Columbine Copycats Fill Courts -- Schools Show Little Tolerance For Threats
WEST PALM BEACH, Fla. - There's an empty desk at a middle school near Fort Lauderdale. Another nine in Lansing, Mich. Three more in Janesville, Wis. And at least four others in Mobile, Ala.
Across the country, youngsters who normally would be in math class or on the playground are in jail cells and homes for delinquents after authorities cracked down on a wave of bomb threats that followed the massacre at Colorado's Columbine High School in April.
Suddenly, each violent note passed between young friends, every threatening remark overheard in the hallways became possible grounds for criminal prosecution.
The juvenile justice system is teeming with hundreds of children - many first-time offenders - who made bomb threats and concocted death plans. Some Columbine copycats thought their threats were a joke. Others wanted a day off from school. Still others really may have wanted people dead.
"Certainly when these cases arose after Columbine, everyone was on notice that a terrible tragedy had occurred, and certainly that had to be a factor that played into how the cases were dealt with," Juvenile Judge Melanie May said in Fort Lauderdale.
Prosecutors and principals took no chances after watching the harrowing scenes of children fleeing hand in hand from the school in Littleton, Colo., where two teenage boys terrorized their schoolmates and the nation. The teens killed 12 students and a teacher before turning their guns on themselves.
"I think we lost a sense of innocence about what goes on in our schools," May said. "I don't think we'll ever be the same."
In the weeks after the April massacre, the National Safety Center estimates at least 3,000 copycat bomb threats were made - about five times the number usually reported in the last few months of a school year.
"In the wake of Columbine, kids were saying more stupid stuff and adults were taking those things more seriously," said Johnson County, Kan., prosecuting attorney Paul Morrison.
Case in point: Ashley Guris, a 12-year-old at Landon Middle School in Jacksonville, was arrested on a felony charge of threatening to blow up her school one day after the Columbine slayings.

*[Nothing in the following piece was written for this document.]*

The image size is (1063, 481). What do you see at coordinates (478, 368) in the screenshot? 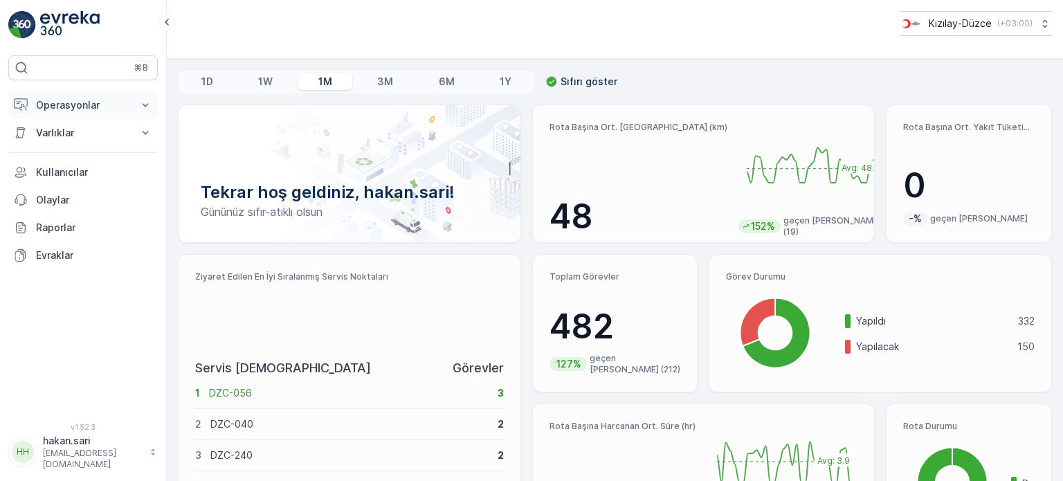
I see `p: Görevler` at bounding box center [478, 368].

"I didn't mean it at all," she later said. "The words just kind of fell out." Charges were dropped.
Others did mean it.
Days after Columbine, a 15-year-old boy in Conyers, Ga., opened fire on his school, wounding six students. Anthony "T.J." Solomon is in prison, fighting a court order to try him as an adult.
In Port Huron, Mich., three boys - ages 13, 14 and 15 - are awaiting trial on charges of plotting to kill students and teachers in a plan based on Columbine.
There are no specific numbers to show courts and schools are meting out tougher punishments post-Columbine. Generally, prosecutors and school districts do not keep separate records of the copycat cases or their resolutions. Most juvenile court records are not public.
Anecdotally, it's clear districts are taking a harder line after Columbine.
In the Fort Lauderdale area, 35 middle-school children are being prosecuted for making some sort of threat, including one who called police to report children were barricaded in a school and being shot.
In Minneapolis, prosecutors said they would review evidence of any crime committed on school property and try to bring a charge that same day to make a statement that such acts will not be tolerated.
In Illinois, Gov. George Ryan this summer signed into law all of the proposals for school safety made by the state attorney general.
Some say the crackdown can go too far.
In Virginia, soon after Columbine, a high-school boy was suspended for coloring his hair blue - even though his hair was blue for five months before the shootings, said Kent Willis, executive director of the American Civil Liberties Union in Virginia.
The school said it was reacting to a mandate by the governor to crack down on potentially dangerous behavior, Willis said. "The problem was the schools seemed unable to draw the distinction between what was a real threat and what was not."
School-safety advocates maintain it's better to be safe than sorry.
Ron Stephens, executive director of the National School Safety Center, suggests schools tell students: "If you make a threat on this campus, your parents will be the second call we make. The first call will be to law enforcement."
With the new school year, the number of reported incidents has dropped dramatically. Still, there were a few.
Would any of these alleged threats been carried out? Juvenile prosecutors nationwide say that's a tough question to answer.
"Our biggest challenge in dealing with these cases is distinguishing between kids whose threats are empty and kids whose threats are real," said Douglas Weiner, chief of the criminal prosecutions in the Cleveland, Ohio-area. "Because we're dealing with kids' safety, there's no margin of error, which makes it especially difficult."